» Material shown:

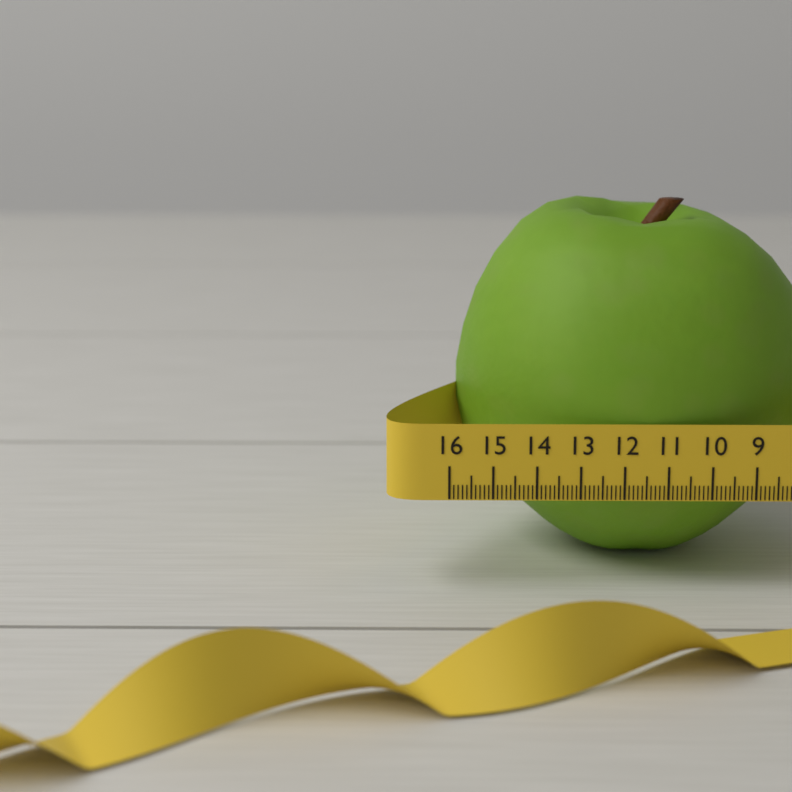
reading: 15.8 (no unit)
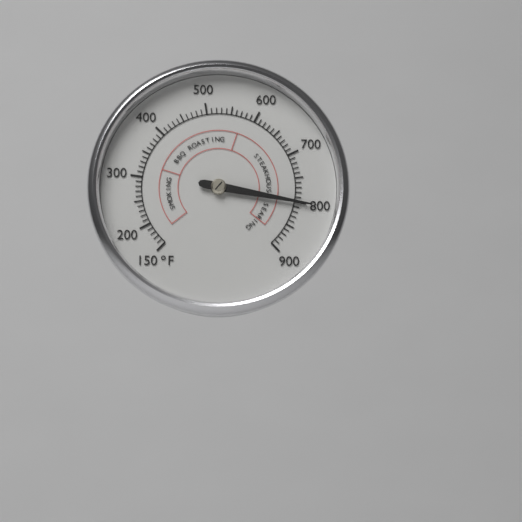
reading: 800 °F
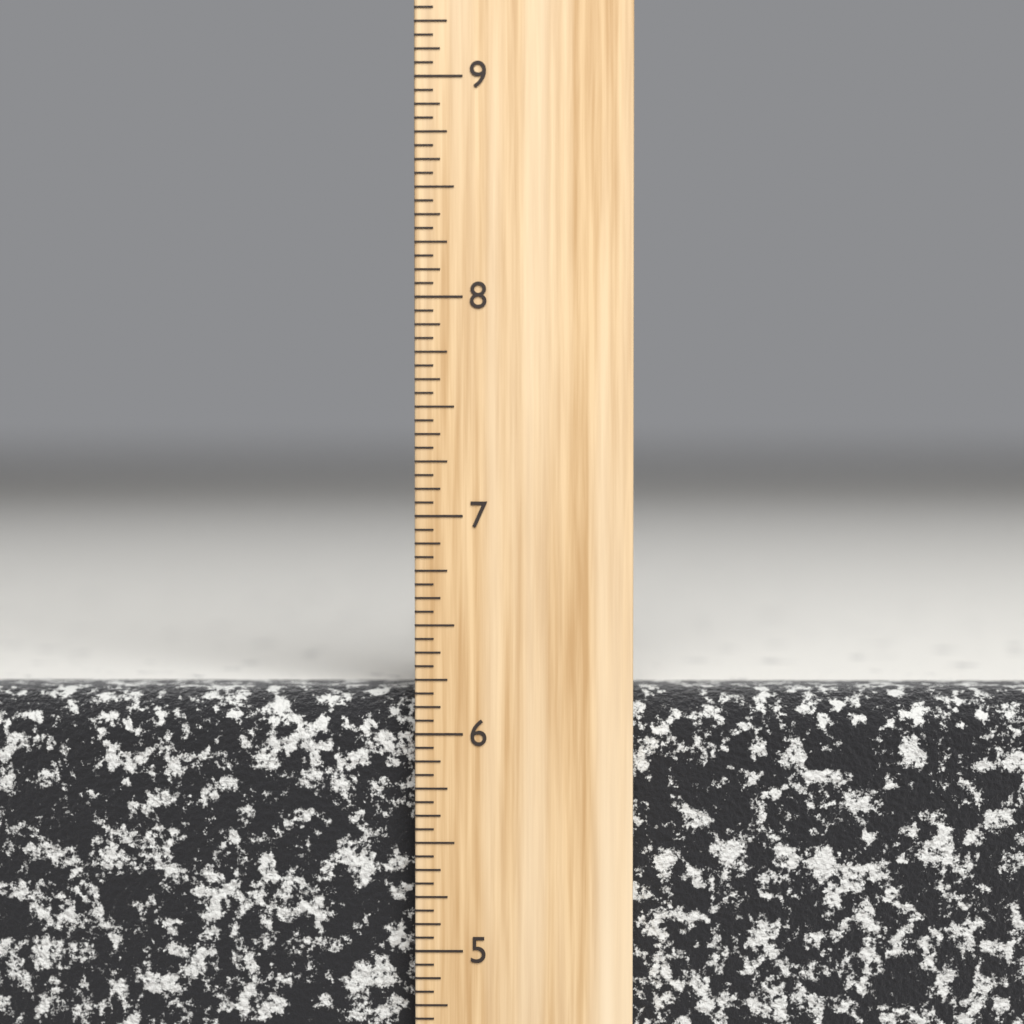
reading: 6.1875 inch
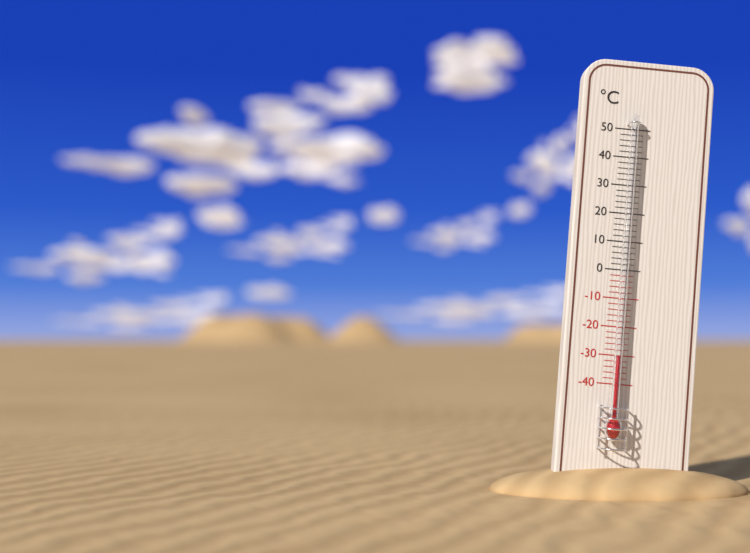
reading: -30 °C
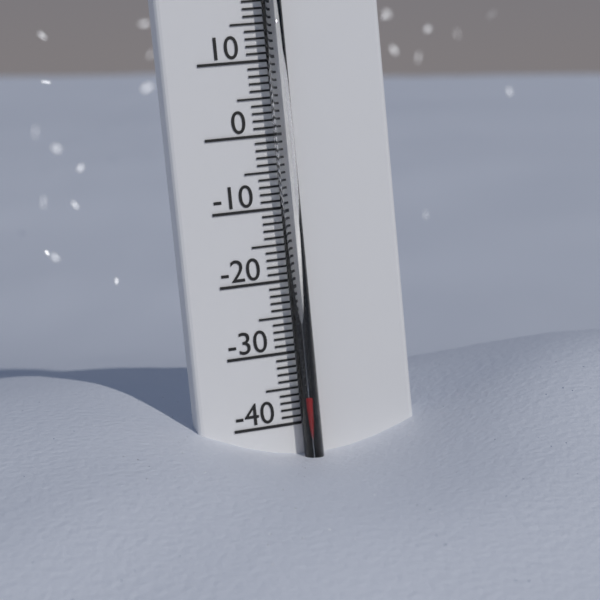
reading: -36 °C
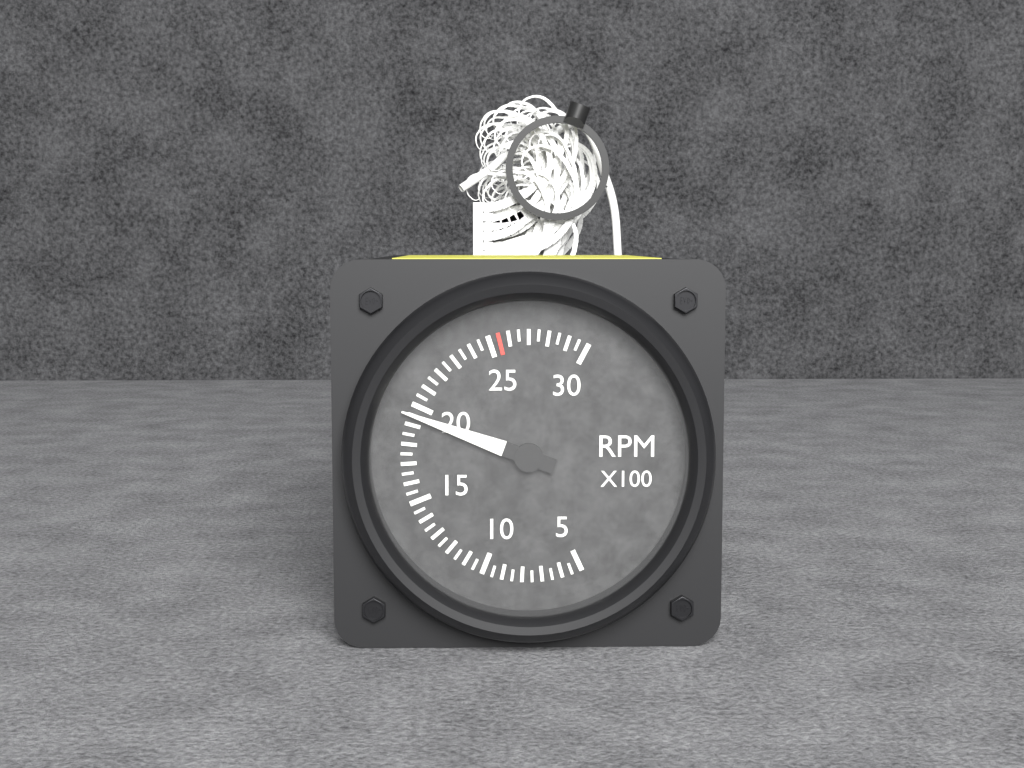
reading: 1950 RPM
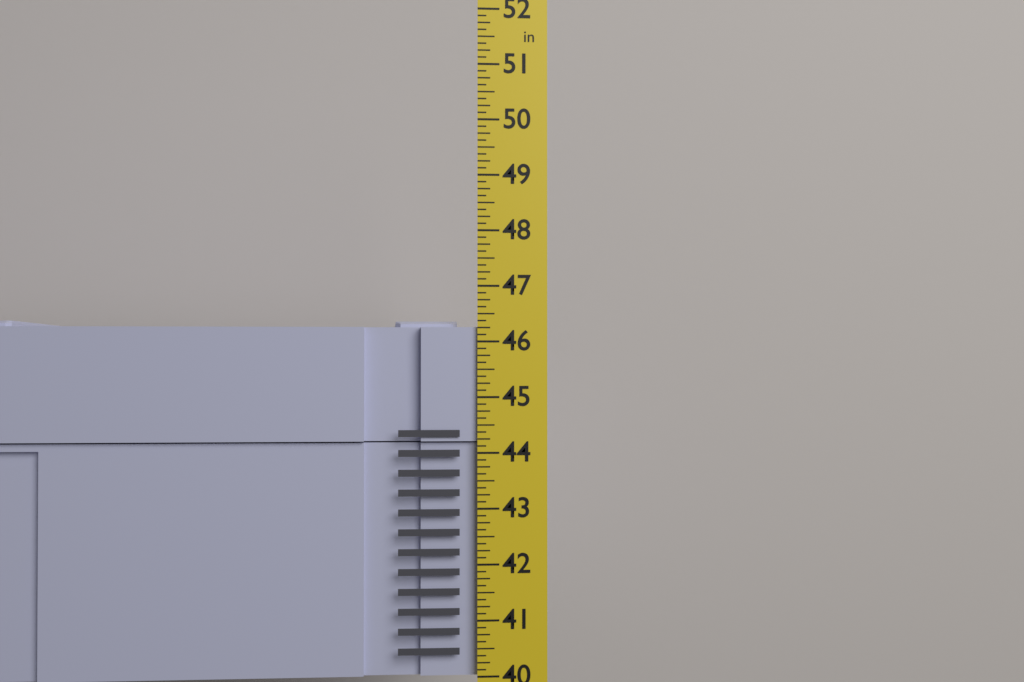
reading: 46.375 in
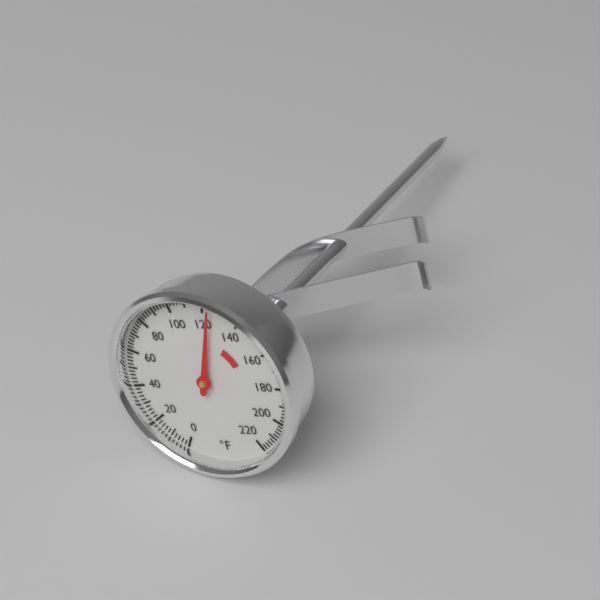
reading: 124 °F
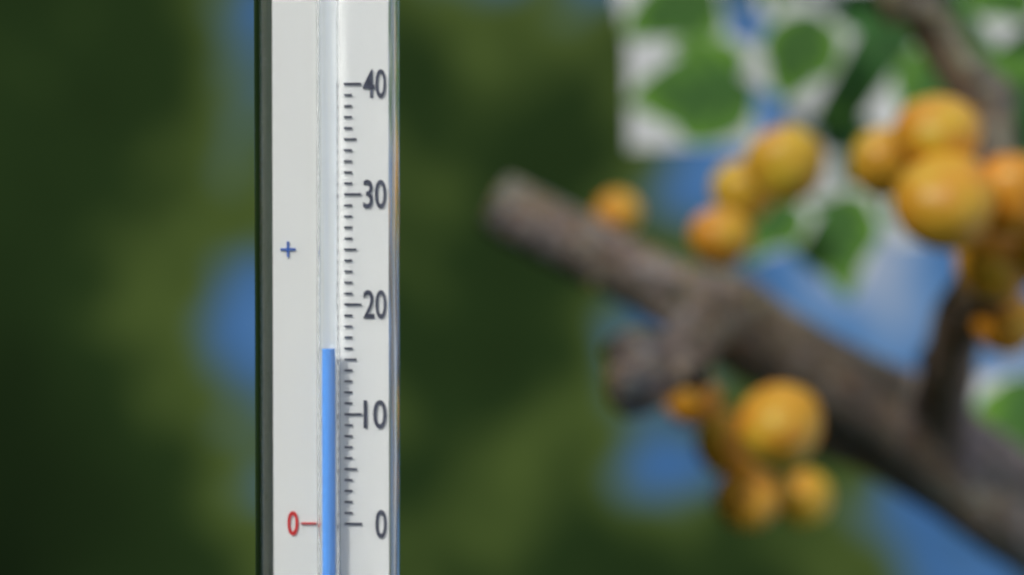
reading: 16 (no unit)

» What to produce: Find the line containing "reading: -30 °C" in the records above, then copy it and every line after it exactly, through the last one, without any pictures.

» Completed exercise:
reading: -30 °C
reading: -36 °C
reading: 1950 RPM
reading: 46.375 in
reading: 124 °F
reading: 16 (no unit)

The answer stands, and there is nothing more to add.